Category: surfaceinteraction

Type string: "sliding-biphasic-solute"

Parameters

Name Description Default Units
laugon Enforcement method 0 []
tolerance tolerance 0.1 []
gaptol gaptol 0 [L]
ptol ptol 0 []
ctol ctol 0 []
penalty penalty 1 []
auto_penalty auto_penalty false []
update_penalty update_penalty false []
two_pass two_pass false []
knmult knmult 1 []
search_tol search_tol 0.01 []
pressure_penalty pressure_penalty 1 []
concentration_penalty concentration_penalty 1 []
symmetric_stiffness symmetric_stiffness true []
search_radius search_radius 1 [L]
seg_up seg_up 0 []
minaug minaug 0 []
maxaug maxaug 10 []
node_reloc node_reloc false []
smooth_aug smooth_aug false []
ambient_pressure ambient_pressure 0 []
ambient_concentration ambient_concentration 0 []

Description

The sliding-biphasic-solute implementation for sliding interfaces can deal with biphasic-solute contact surfaces (including biphasic-solute-on-biphasic-solute, biphasic-solute-on-biphasic, biphasic-solute-on-elastic, biphasic-solute-on-rigid). This contact interface allows for the possibility to track fluid and solute flow across the contact interface 1. In other words, fluid and solute can flow from one side of the contact interface to the other. To use this feature, the user must define additional contact parameters, namely:

<pressure_penalty>1.0</pressure_penalty>
<concentration_penalty>1.0</concentration_penalty>
<ambient_pressure>0</ambient_pressure>
<ambient_concentration>0</ambient_concentration>

In the same way that the penalty parameter controls the contact tractions, these penalty parameters control the penalty values that are used to calculate the Lagrange multipliers for the pressure and concentration constraints. If the laugon flag is set, the augmented Lagrangian method is used to enforce the pressure and concentration constraints. And if the auto_penalty flag is defined, an initial guess for the pressure and concentration penalty is calculated automatically using the following formulas:

\[ \varepsilon_{p}=\frac{k\cdot A}{V}\,,\quad\varepsilon_{c}=\frac{d\cdot A}{V}\,, \]
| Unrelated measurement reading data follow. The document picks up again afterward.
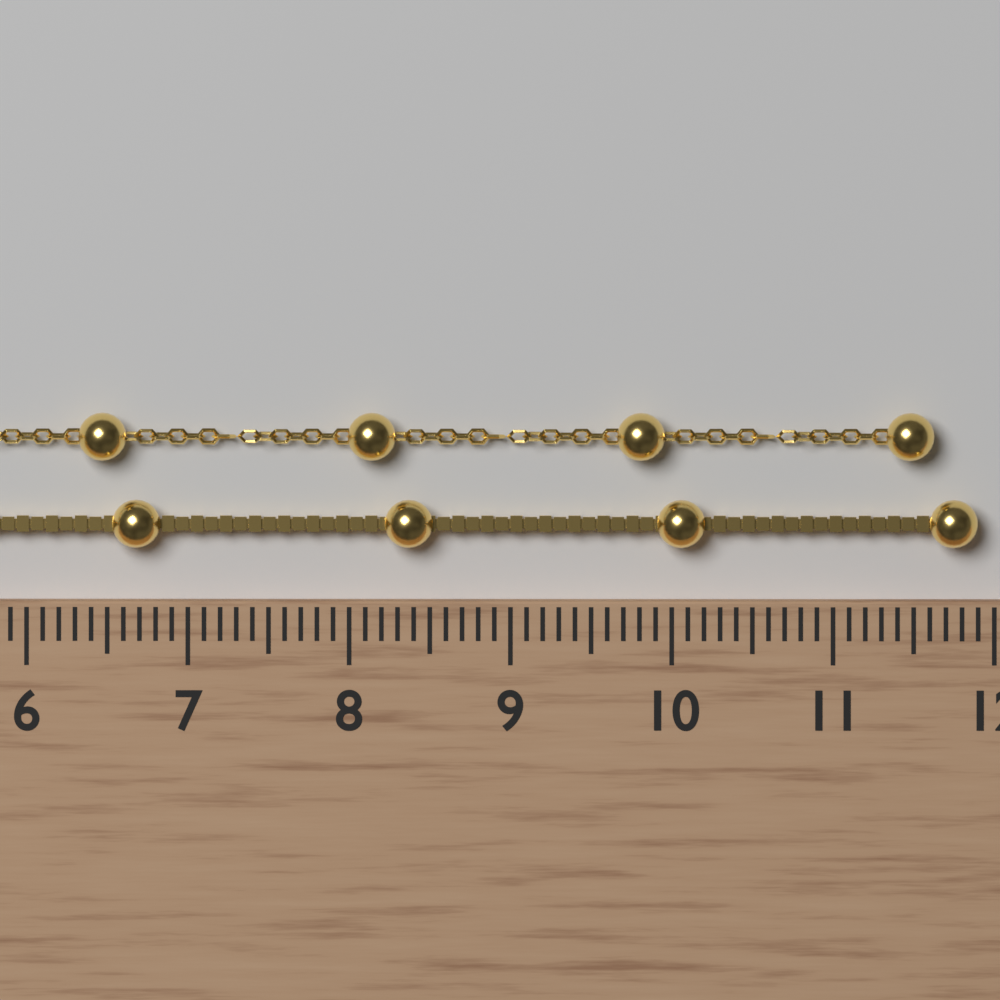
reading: 11.9 cm
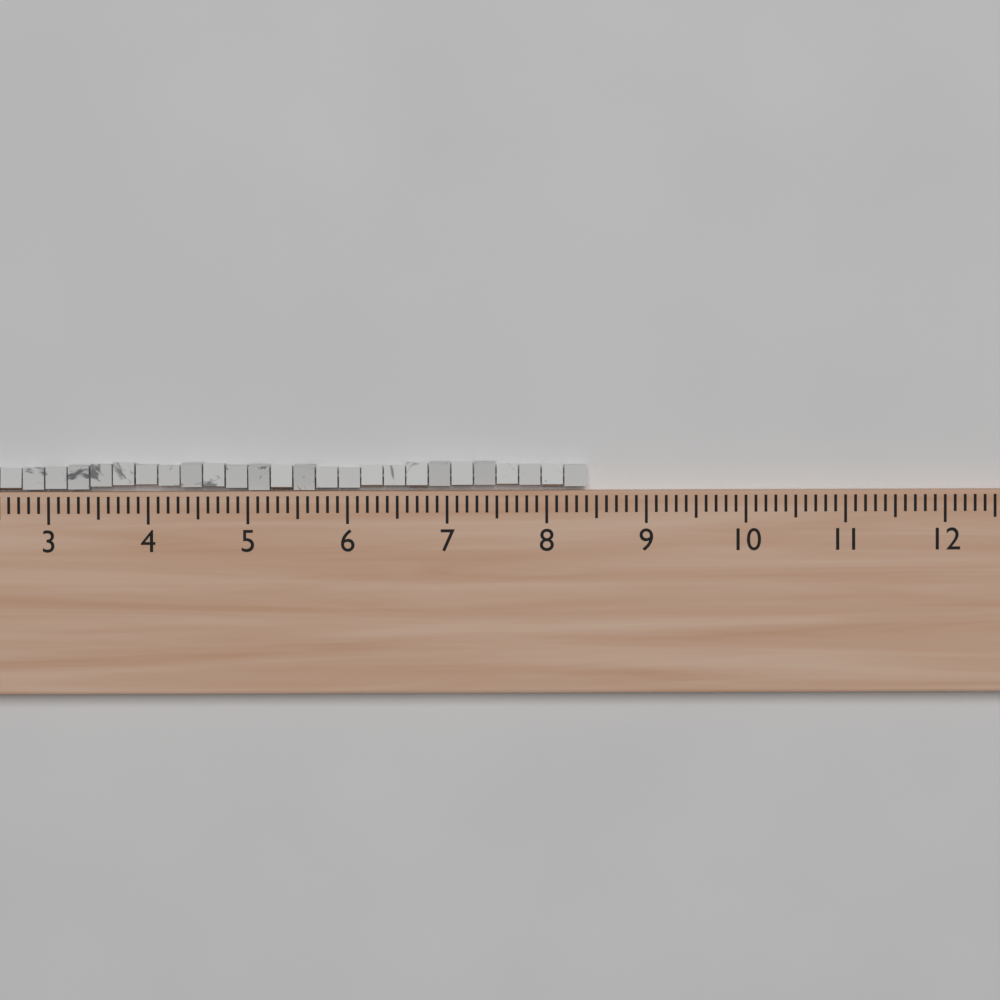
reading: 8.4 (no unit)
where \(A\) is the element's area, \(V\) is the element's volume, \(k\) is a measure of the fluid permeability which is defined as one third of the trace of the material's initial permeability tensor, and \(d\) is a measure of the solute diffusivity which is defined as one third of the trace of the material's initial diffusivity tensor.

When either contact surface is biphasic-solute or multiphasic, the surface outside the contact area(s) is automatically set to ambient conditions (equivalent to setting the effective fluid pressure and effective solute concentration to the ambient_pressure and ambient_concentration values, respectively). Ambient conditions may also be associated with a load curve, for example:

<ambient_pressure lc="2">1.0</ambient_pressure>
<ambient_concentration lc="3">1.0</ambient_concentration>

When performing biphasic-solute-on-rigid, a two-pass analysis should not be used; the rigid surface should be the secondary surface.


  1. Ateshian, Gerard A, Maas, Steve, and Weiss, Jeffrey A, "Solute transport across a contact interface in deformable porous media", J Biomech 45, 6 (2012), pp. 1023-7.